Palm Sunday sees villagers maintaining a long-held tradition in the Wychwood Forest, writes CHRIS KOENIG

The last silent and hauntingly beautiful remnant of the old Royal Forest of Wychwood, part of the Cornbury estate, still the county's largest piece of broad-leaf forest, will be open to the public on Palm Sunday, thereby fulfilling a longstanding tradition.

The 6,500-acre forest, with its lakes and tracks that resemble medieval roads, alive - as in hunting days of yore - with deer, can be easily missed altogether by anyone driving, say, along the B4437, near Charlbury, or the B4022.

Get out of the car, though, and walk, and you quickly see why West Oxfordshire has the status of the least populated district in the South East, though entry to this primeval world is restricted to a well-marked right of way on all days but one each year, thus preserving the meadow safron, herb paris, purple orchid, and adder's tongue for which it is known.

Sunday, March 16, will be that day. Since time immemorial inhabitants of such villages as Leafield, Finstock, Milton-, Shipton- and Ascot-under-Wychwood, all bordering the forest, have made their way to its heart on Palm Sunday to visit a well near the lakes called Wort's Well.

Right off the beaten track it may be approached from Hatchings Lane, Leafield, and then by walking for more than a mile through forest that for centuries supplied oak to build ships for the Royal Navy.

Usually on Palm Sunday the forest, owned now by a member of the City investment family Cayzer, which hit the headlines five years ago over a family tussle over the £629m Cayzer Trust, is carpeted with bluebells. This year of course, Easter being early, they will not be out yet.

The Palm Sunday tradition, I gather from the current edition of Wychwood Magazine (distributed free in Milton-under-Wychwood), is that visitors to the well take with them bottles. They gather wild liquorice growing around the well and mix it with the well-water to produce a cure-all medicine. Local historian John Kibble wrote in 1928 that prayers were said around the well.

Charles I gave Cornbury to Lord Danby, the man who founded the Oxford Botanic Garden. It passed to Lord Clarendon, whose History of the Revolution about the English Civil War raised money enough to finance the Clarendon Building in Oxford, and whose grandson, Viscount Cornbury, scandalised America as Governor of New York and New Jersey by cross-dressing.

In the 17th century Lord Clarendon planted more than 2,000 trees at Cornbury. But much of that work was undone during the Industrial Revolution when in 1856-8 1,970 acres of forest were enclosed and grubbed up.

Subsequent owners of the estate have included the du Cros family and the beer barons Watney.

The beer connection is interesting since the word wort means either the unfermented malt in beer, or any herb or vegetable.
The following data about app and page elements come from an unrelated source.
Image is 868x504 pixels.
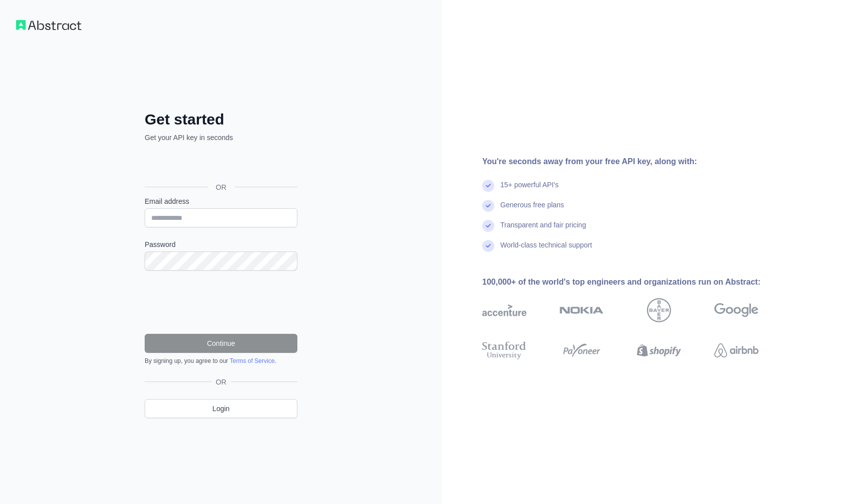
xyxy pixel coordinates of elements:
[145,133,297,142] p: Get your API key in seconds
[637,340,681,362] img: shopify
[145,197,297,206] label: Email address
[715,340,758,362] img: airbnb
[230,357,274,364] a: Terms of Service
[145,283,297,322] iframe: reCAPTCHA
[500,240,592,260] div: World-class technical support
[482,179,495,192] img: check mark
[482,220,495,232] img: check mark
[500,200,564,220] div: Generous free plans
[482,240,495,252] img: check mark
[482,340,526,362] img: stanford university
[145,334,297,353] button: Continue
[482,155,791,168] div: You're seconds away from your free API key, along with:
[482,276,791,288] div: 100,000+ of the world's top engineers and organizations run on Abstract:
[208,182,234,192] span: OR
[145,240,297,249] label: Password
[500,220,586,240] div: Transparent and fair pricing
[715,299,758,323] img: google
[16,20,82,30] img: Workflow
[145,357,297,365] div: By signing up, you agree to our .
[482,299,526,323] img: accenture
[560,299,604,323] img: nokia
[647,299,671,323] img: bayer
[560,340,604,362] img: payoneer
[145,110,297,129] h2: Get started
[145,399,297,418] a: Login
[482,200,495,212] img: check mark
[212,377,231,387] span: OR
[140,153,300,176] iframe: Кнопка "Войти с аккаунтом Google"
[500,179,558,200] div: 15+ powerful API's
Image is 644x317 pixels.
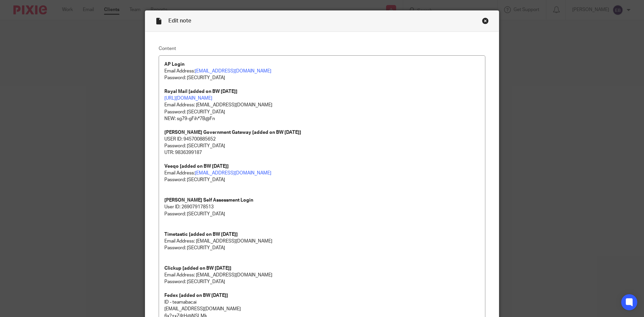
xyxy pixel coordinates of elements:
[164,149,480,156] p: UTR: 9836399187
[164,299,480,306] p: ID - teamabacai
[164,198,253,203] strong: [PERSON_NAME] Self Assessment Login
[164,278,480,285] p: Password: [SECURITY_DATA]
[164,102,480,122] p: Email Address: [EMAIL_ADDRESS][DOMAIN_NAME] Password: [SECURITY_DATA] NEW: sg79-gFih*7B@Fn
[164,204,480,210] p: User ID: 269079178513
[164,306,480,312] p: [EMAIL_ADDRESS][DOMAIN_NAME]
[164,74,480,81] p: Password: [SECURITY_DATA]
[164,245,480,251] p: Password: [SECURITY_DATA]
[164,170,480,176] p: Email Address:
[164,89,237,94] strong: Royal Mail [added on BW [DATE]]
[164,136,480,143] p: USER ID: 945700885652
[164,238,480,245] p: Email Address: [EMAIL_ADDRESS][DOMAIN_NAME]
[164,62,184,67] strong: AP Login
[164,232,238,237] strong: Timetastic [added on BW [DATE]]
[164,164,179,169] strong: Veeqo
[164,272,480,278] p: Email Address: [EMAIL_ADDRESS][DOMAIN_NAME]
[158,45,486,52] label: Content
[195,69,271,73] a: [EMAIL_ADDRESS][DOMAIN_NAME]
[482,17,489,24] div: Close this dialog window
[164,143,480,149] p: Password: [SECURITY_DATA]
[164,68,480,74] p: Email Address:
[164,96,212,101] a: [URL][DOMAIN_NAME]
[164,176,480,183] p: Password: [SECURITY_DATA]
[164,266,231,271] strong: Clickup [added on BW [DATE]]
[180,164,229,169] strong: [added on BW [DATE]]
[164,210,480,217] p: Password: [SECURITY_DATA]
[164,130,301,135] strong: [PERSON_NAME] Government Gateway [added on BW [DATE]]
[195,171,271,175] a: [EMAIL_ADDRESS][DOMAIN_NAME]
[164,293,228,298] strong: Fedex [added on BW [DATE]]
[169,18,191,24] span: Edit note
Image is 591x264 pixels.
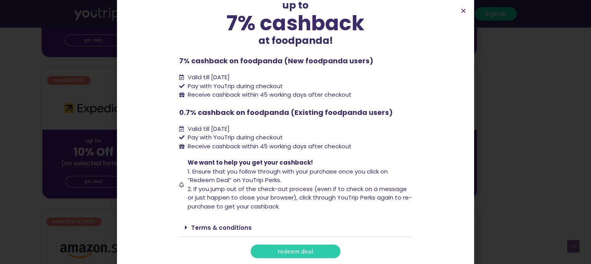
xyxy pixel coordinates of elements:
[186,73,230,82] span: Valid till [DATE]
[186,142,352,151] span: Receive cashback within 45 working days after checkout
[188,159,313,167] span: We want to help you get your cashback!
[191,224,252,232] a: Terms & conditions
[179,13,413,33] div: 7% cashback
[179,56,413,66] p: 7% cashback on foodpanda (New foodpanda users)
[278,249,313,255] span: redeem deal
[188,185,412,211] span: 2. If you jump out of the check-out process (even if to check on a message or just happen to clos...
[186,125,230,134] span: Valid till [DATE]
[188,168,388,185] span: 1. Ensure that you follow through with your purchase once you click on “Redeem Deal” on YouTrip P...
[186,82,283,91] span: Pay with YouTrip during checkout
[179,107,413,118] p: 0.7% cashback on foodpanda (Existing foodpanda users)
[186,91,352,100] span: Receive cashback within 45 working days after checkout
[186,133,283,142] span: Pay with YouTrip during checkout
[179,219,413,237] div: Terms & conditions
[251,245,341,259] a: redeem deal
[461,8,467,14] a: Close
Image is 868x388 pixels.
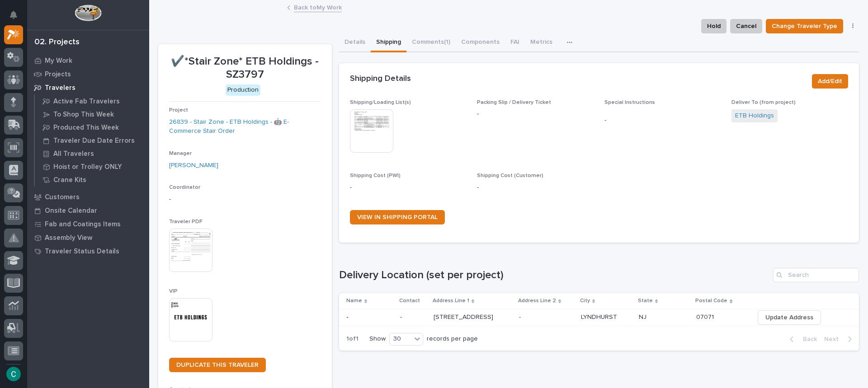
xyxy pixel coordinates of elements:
span: VIP [169,289,178,294]
p: - [477,109,593,119]
div: Production [226,85,260,96]
p: Customers [45,193,80,202]
span: Shipping Cost (PWI) [350,173,401,178]
a: [PERSON_NAME] [169,161,218,171]
p: Travelers [45,84,76,92]
p: 07071 [696,312,716,321]
button: Cancel [730,19,762,34]
span: Manager [169,151,191,156]
span: Add/Edit [818,76,843,87]
span: Packing Slip / Delivery Ticket [477,100,551,105]
button: Shipping [371,34,406,52]
span: Back [797,335,817,343]
span: Traveler PDF [169,219,202,224]
a: Fab and Coatings Items [27,217,149,231]
p: - [604,116,721,125]
p: LYNDHURST [581,312,619,321]
button: Details [339,34,371,52]
span: Change Traveler Type [772,21,837,32]
button: Notifications [4,6,23,24]
input: Search [773,268,859,282]
span: Deliver To (from project) [732,100,796,105]
a: Onsite Calendar [27,204,149,217]
span: Cancel [736,21,756,32]
h2: Shipping Details [350,74,411,84]
a: Traveler Due Date Errors [35,134,149,147]
button: FAI [505,34,525,52]
button: users-avatar [4,365,23,384]
p: NJ [639,312,648,321]
a: Produced This Week [35,121,149,133]
p: [STREET_ADDRESS] [434,312,495,321]
div: Notifications [11,11,23,25]
div: 30 [390,334,412,344]
p: Traveler Status Details [45,248,119,256]
p: 1 of 1 [339,328,366,350]
p: Fab and Coatings Items [45,220,120,228]
button: Add/Edit [812,74,848,89]
p: Produced This Week [53,124,119,132]
button: Back [783,335,821,343]
button: Components [456,34,505,52]
a: My Work [27,54,149,67]
a: VIEW IN SHIPPING PORTAL [350,210,445,224]
p: - [477,183,593,193]
p: - [346,312,350,321]
p: records per page [427,335,478,343]
span: Special Instructions [604,100,655,105]
p: Postal Code [695,296,728,306]
p: Projects [45,70,71,78]
a: Traveler Status Details [27,244,149,258]
span: Hold [707,21,721,32]
a: 26839 - Stair Zone - ETB Holdings - 🤖 E-Commerce Stair Order [169,118,321,136]
a: DUPLICATE THIS TRAVELER [169,358,266,372]
p: City [580,296,590,306]
div: 02. Projects [34,38,80,47]
a: Assembly View [27,231,149,244]
img: Workspace Logo [74,5,101,21]
a: All Travelers [35,147,149,160]
button: Update Address [758,310,821,325]
p: Assembly View [45,234,92,242]
p: To Shop This Week [53,111,114,119]
p: My Work [45,57,72,65]
p: Show [370,335,385,343]
p: Address Line 2 [518,296,556,306]
span: VIEW IN SHIPPING PORTAL [357,214,438,220]
p: State [638,296,653,306]
span: Shipping Cost (Customer) [477,173,543,178]
span: Update Address [765,312,813,323]
a: To Shop This Week [35,108,149,120]
span: Shipping/Loading List(s) [350,100,411,105]
button: Metrics [525,34,558,52]
p: Contact [399,296,420,306]
span: Project [169,107,188,113]
a: Hoist or Trolley ONLY [35,160,149,173]
tr: -- -[STREET_ADDRESS][STREET_ADDRESS] -- LYNDHURSTLYNDHURST NJNJ 0707107071 Update Address [339,309,859,326]
p: All Travelers [53,150,94,158]
p: Active Fab Travelers [53,98,120,106]
p: - [400,314,426,321]
p: - [350,183,467,193]
a: Crane Kits [35,173,149,186]
a: Projects [27,67,149,81]
span: DUPLICATE THIS TRAVELER [176,362,259,368]
span: Next [824,335,844,343]
p: Traveler Due Date Errors [53,137,135,145]
a: Back toMy Work [294,2,341,12]
p: - [169,195,321,204]
a: Active Fab Travelers [35,95,149,107]
p: Address Line 1 [432,296,469,306]
h1: Delivery Location (set per project) [339,269,770,282]
a: Travelers [27,81,149,94]
button: Hold [701,19,726,34]
p: Crane Kits [53,176,86,184]
span: Coordinator [169,185,200,190]
p: Name [346,296,362,306]
a: Customers [27,190,149,204]
a: ETB Holdings [735,111,774,120]
p: - [519,312,522,321]
button: Comments (1) [406,34,456,52]
p: Hoist or Trolley ONLY [53,163,122,171]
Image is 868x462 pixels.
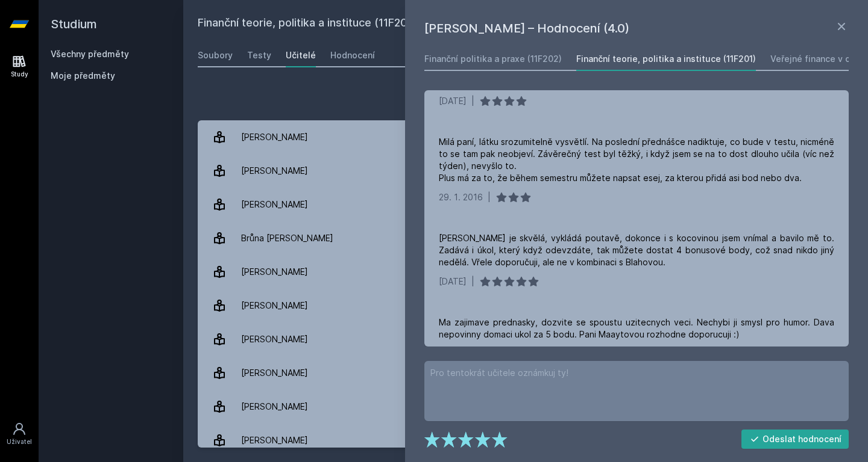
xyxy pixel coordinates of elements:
a: [PERSON_NAME] 1 hodnocení 5.0 [198,357,853,390]
div: [PERSON_NAME] [241,361,308,385]
div: [PERSON_NAME] je skvělá, vykládá poutavě, dokonce i s kocovinou jsem vnímal a bavilo mě to. Zadáv... [439,232,834,269]
div: Soubory [198,49,233,62]
div: Uživatel [7,438,32,447]
a: Study [3,49,36,85]
div: Testy [247,49,271,62]
div: [PERSON_NAME] [241,428,308,453]
div: Ma zajimave prednasky, dozvite se spoustu uzitecnych veci. Nechybi ji smysl pro humor. Dava nepov... [439,316,834,341]
div: Učitelé [286,49,316,62]
div: [PERSON_NAME] [241,159,308,183]
span: Moje předměty [50,70,115,82]
a: Hodnocení [330,43,375,67]
div: [PERSON_NAME] [241,125,308,149]
div: [PERSON_NAME] [241,328,308,352]
h2: Finanční teorie, politika a instituce (11F201) [198,14,719,34]
div: Hodnocení [330,49,375,62]
div: Brůna [PERSON_NAME] [241,227,334,250]
a: [PERSON_NAME] 1 hodnocení 4.0 [198,323,853,357]
a: Brůna [PERSON_NAME] [198,221,853,255]
div: | [471,95,475,107]
a: [PERSON_NAME] 63 hodnocení 4.0 [198,390,853,424]
a: [PERSON_NAME] 36 hodnocení 3.1 [198,424,853,457]
div: 29. 1. 2016 [439,191,483,203]
button: Odeslat hodnocení [741,430,849,449]
div: | [488,191,491,203]
a: Soubory [198,43,233,67]
div: Milá paní, látku srozumitelně vysvětlí. Na poslední přednášce nadiktuje, co bude v testu, nicméně... [439,136,834,184]
div: Study [11,70,28,78]
div: [PERSON_NAME] [241,192,308,217]
div: | [471,275,475,287]
a: [PERSON_NAME] 1 hodnocení 5.0 [198,120,853,154]
a: [PERSON_NAME] 3 hodnocení 3.3 [198,289,853,323]
a: [PERSON_NAME] 2 hodnocení 1.5 [198,188,853,221]
div: [PERSON_NAME] [241,294,308,318]
a: [PERSON_NAME] [198,154,853,188]
a: [PERSON_NAME] 6 hodnocení 3.5 [198,255,853,289]
div: [DATE] [439,275,466,287]
a: Testy [247,43,271,67]
a: Učitelé [286,43,316,67]
div: [PERSON_NAME] [241,395,308,419]
div: [DATE] [439,95,466,107]
a: Uživatel [3,416,36,453]
a: Všechny předměty [50,49,129,59]
div: [PERSON_NAME] [241,260,308,284]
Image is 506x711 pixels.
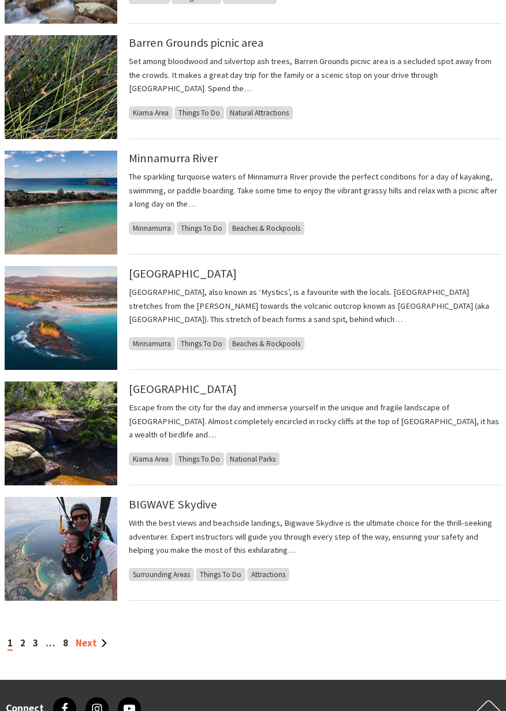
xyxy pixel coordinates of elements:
img: Barren Grounds Nature Reserve, Stone Bridge. Photo: John Spencer/NSW Government [5,382,117,485]
a: [GEOGRAPHIC_DATA] [129,266,237,281]
span: … [46,637,55,649]
p: Escape from the city for the day and immerse yourself in the unique and fragile landscape of [GEO... [129,401,501,442]
span: Minnamurra [129,222,175,235]
span: Things To Do [177,222,226,235]
span: Beaches & Rockpools [228,222,304,235]
a: 8 [63,637,68,649]
a: 2 [20,637,25,649]
span: Things To Do [177,337,226,350]
p: Set among bloodwood and silvertop ash trees, Barren Grounds picnic area is a secluded spot away f... [129,55,501,95]
p: [GEOGRAPHIC_DATA], also known as ‘Mystics’, is a favourite with the locals. [GEOGRAPHIC_DATA] str... [129,286,501,326]
a: [GEOGRAPHIC_DATA] [129,382,237,397]
span: Minnamurra [129,337,175,350]
img: SUP Minnamurra River [5,151,117,255]
span: Things To Do [174,453,224,466]
p: With the best views and beachside landings, Bigwave Skydive is the ultimate choice for the thrill... [129,517,501,557]
a: Barren Grounds picnic area [129,35,263,50]
span: National Parks [226,453,279,466]
span: Kiama Area [129,453,173,466]
span: Attractions [247,568,289,581]
span: 1 [8,637,13,651]
img: Mystics Beach & Rangoon Island [5,266,117,370]
a: Next [76,637,107,649]
span: Beaches & Rockpools [228,337,304,350]
img: Coastal grass. Photo:Michael Van Ewijk Copyright:NSW Government [5,35,117,139]
a: BIGWAVE Skydive [129,497,217,512]
span: Kiama Area [129,106,173,119]
span: Things To Do [174,106,224,119]
a: Minnamurra River [129,151,218,166]
p: The sparkling turquoise waters of Minnamurra River provide the perfect conditions for a day of ka... [129,170,501,211]
a: 3 [33,637,38,649]
span: Natural Attractions [226,106,293,119]
span: Surrounding Areas [129,568,194,581]
span: Things To Do [196,568,245,581]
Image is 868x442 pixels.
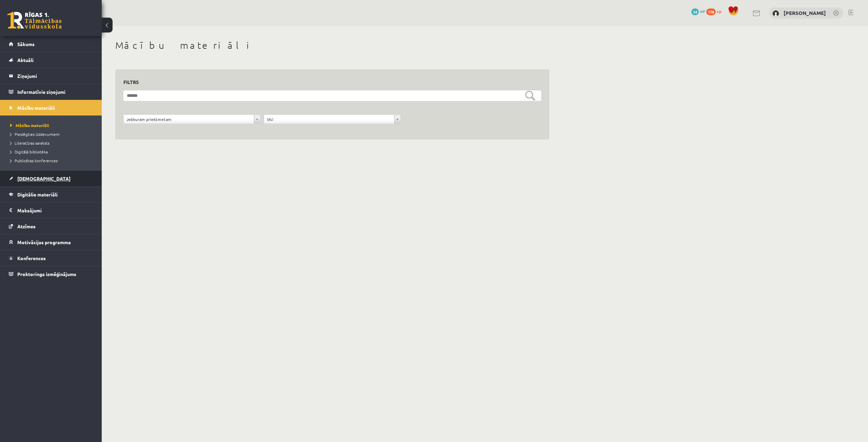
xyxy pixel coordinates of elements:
[17,203,93,218] legend: Maksājumi
[17,41,35,47] span: Sākums
[9,68,93,83] a: Ziņojumi
[9,171,93,186] a: [DEMOGRAPHIC_DATA]
[691,9,698,15] span: 54
[10,122,49,128] span: Mācību materiāli
[10,132,59,137] span: Pieslēgties Uzdevumiem
[126,115,251,124] span: Jebkuram priekšmetam
[9,84,93,100] a: Informatīvie ziņojumi
[10,158,58,163] span: Publicētas konferences
[124,115,260,124] a: Jebkuram priekšmetam
[706,9,716,15] span: 178
[10,122,95,129] a: Mācību materiāli
[10,140,49,146] span: Literatūras saraksts
[9,266,93,282] a: Proktoringa izmēģinājums
[17,104,55,111] span: Mācību materiāli
[7,12,62,29] a: Rīgas 1. Tālmācības vidusskola
[17,223,36,229] span: Atzīmes
[123,77,533,87] h3: Filtrs
[10,131,95,137] a: Pieslēgties Uzdevumiem
[9,250,93,266] a: Konferences
[706,9,724,14] a: 178 xp
[115,40,549,51] h1: Mācību materiāli
[10,158,95,164] a: Publicētas konferences
[9,36,93,52] a: Sākums
[17,84,93,100] legend: Informatīvie ziņojumi
[783,9,826,16] a: [PERSON_NAME]
[9,100,93,116] a: Mācību materiāli
[17,271,76,277] span: Proktoringa izmēģinājums
[17,57,33,63] span: Aktuāli
[9,187,93,202] a: Digitālie materiāli
[10,149,95,155] a: Digitālā bibliotēka
[10,140,95,146] a: Literatūras saraksts
[17,68,93,83] legend: Ziņojumi
[772,10,779,17] img: Diāna Mežecka
[9,203,93,218] a: Maksājumi
[9,52,93,68] a: Aktuāli
[17,255,46,261] span: Konferences
[17,176,71,182] span: [DEMOGRAPHIC_DATA]
[691,9,705,14] a: 54 mP
[264,115,400,124] a: Visi
[17,192,58,197] span: Digitālie materiāli
[17,239,71,245] span: Motivācijas programma
[267,115,392,124] span: Visi
[10,149,48,155] span: Digitālā bibliotēka
[716,9,721,14] span: xp
[9,218,93,234] a: Atzīmes
[9,234,93,250] a: Motivācijas programma
[700,9,705,14] span: mP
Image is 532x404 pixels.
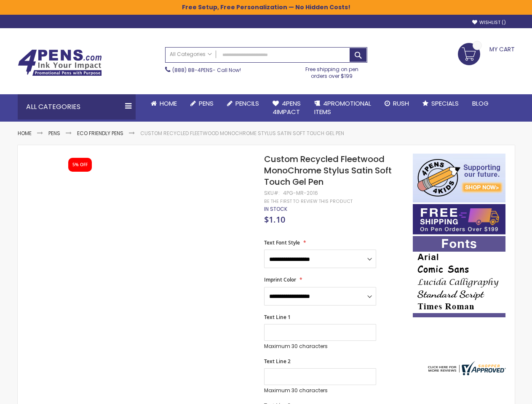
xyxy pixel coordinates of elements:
span: Pens [199,99,214,108]
img: Free shipping on orders over $199 [413,204,506,234]
div: All Categories [18,94,136,120]
img: font-personalization-examples [413,236,506,317]
span: Blog [472,99,489,108]
a: Home [18,130,32,137]
span: Text Line 1 [264,314,291,321]
div: Availability [264,206,287,213]
a: Pens [49,130,60,137]
a: 4Pens4impact [266,94,307,122]
span: Specials [431,99,459,108]
img: 4pens 4 kids [413,153,506,202]
span: 4Pens 4impact [272,99,301,116]
a: Be the first to review this product [264,198,352,205]
span: Custom Recycled Fleetwood MonoChrome Stylus Satin Soft Touch Gel Pen [264,153,392,187]
strong: SKU [264,189,279,196]
span: Pencils [235,99,259,108]
a: All Categories [166,48,216,61]
span: Text Line 2 [264,358,291,365]
a: 4pens.com certificate URL [426,370,506,377]
img: 4pens.com widget logo [426,361,506,375]
a: Pencils [220,94,266,113]
a: Home [144,94,184,113]
span: $1.10 [264,214,285,225]
a: 4PROMOTIONALITEMS [307,94,378,122]
img: 4Pens Custom Pens and Promotional Products [18,49,102,76]
a: Pens [184,94,220,113]
span: Imprint Color [264,276,296,283]
span: Home [160,99,177,108]
li: Custom Recycled Fleetwood MonoChrome Stylus Satin Soft Touch Gel Pen [140,130,344,137]
a: Specials [416,94,465,113]
p: Maximum 30 characters [264,387,376,394]
a: (888) 88-4PENS [172,67,213,74]
span: 4PROMOTIONAL ITEMS [314,99,371,116]
p: Maximum 30 characters [264,343,376,350]
a: Eco Friendly Pens [77,130,124,137]
a: Rush [378,94,416,113]
span: All Categories [170,51,212,58]
span: In stock [264,206,287,213]
a: Wishlist [472,19,506,26]
div: 5% OFF [72,162,87,168]
div: 4PG-MR-2016 [283,190,318,196]
a: Blog [465,94,495,113]
div: Free shipping on pen orders over $199 [297,63,367,79]
span: - Call Now! [172,67,241,74]
span: Text Font Style [264,239,300,246]
span: Rush [393,99,409,108]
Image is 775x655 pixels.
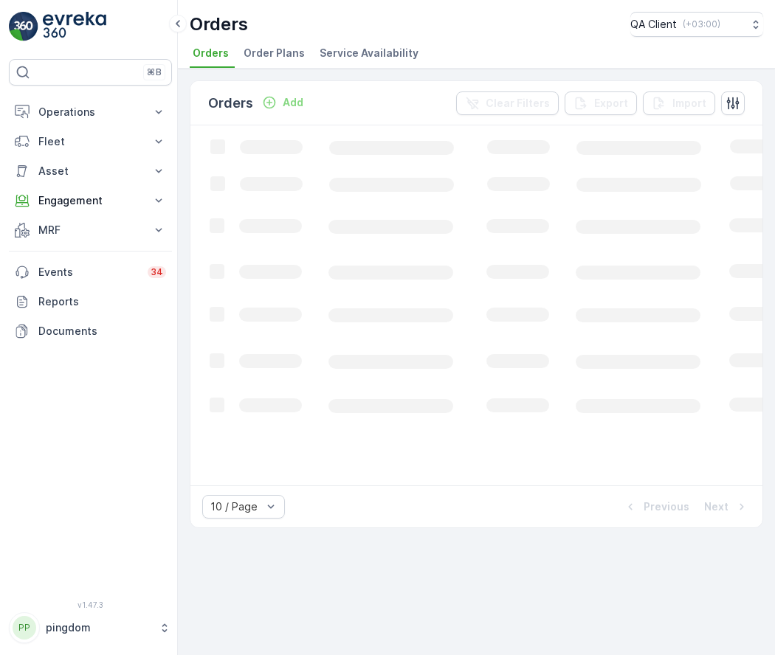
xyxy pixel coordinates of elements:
[38,223,142,238] p: MRF
[319,46,418,60] span: Service Availability
[38,193,142,208] p: Engagement
[38,294,166,309] p: Reports
[9,612,172,643] button: PPpingdom
[38,265,139,280] p: Events
[9,12,38,41] img: logo
[13,616,36,640] div: PP
[9,156,172,186] button: Asset
[630,12,763,37] button: QA Client(+03:00)
[147,66,162,78] p: ⌘B
[672,96,706,111] p: Import
[43,12,106,41] img: logo_light-DOdMpM7g.png
[702,498,750,516] button: Next
[643,91,715,115] button: Import
[46,620,151,635] p: pingdom
[456,91,558,115] button: Clear Filters
[682,18,720,30] p: ( +03:00 )
[243,46,305,60] span: Order Plans
[9,186,172,215] button: Engagement
[9,215,172,245] button: MRF
[256,94,309,111] button: Add
[9,601,172,609] span: v 1.47.3
[38,134,142,149] p: Fleet
[9,287,172,316] a: Reports
[704,499,728,514] p: Next
[630,17,677,32] p: QA Client
[621,498,691,516] button: Previous
[193,46,229,60] span: Orders
[38,164,142,179] p: Asset
[643,499,689,514] p: Previous
[485,96,550,111] p: Clear Filters
[208,93,253,114] p: Orders
[38,324,166,339] p: Documents
[38,105,142,120] p: Operations
[9,257,172,287] a: Events34
[564,91,637,115] button: Export
[9,316,172,346] a: Documents
[594,96,628,111] p: Export
[9,127,172,156] button: Fleet
[9,97,172,127] button: Operations
[151,266,163,278] p: 34
[190,13,248,36] p: Orders
[283,95,303,110] p: Add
Might not the name wort, therefore, when appled to the well, not refer to the liquorice as the base ingredient of the medicine?

Whenever Charlemagne conquered a tribe in the name of Christianity, I am told, he would find out which tree the vanquished held sacred - and then chop it down in order to show that Man, not Nature, was centre stage. Some doubt about that when you visit this forest.

But back in the real world a pint of beer in the Navy Oak at Leafield slips down easily enough. And then there is the church at Finstock, where T.S.Eliot was baptised.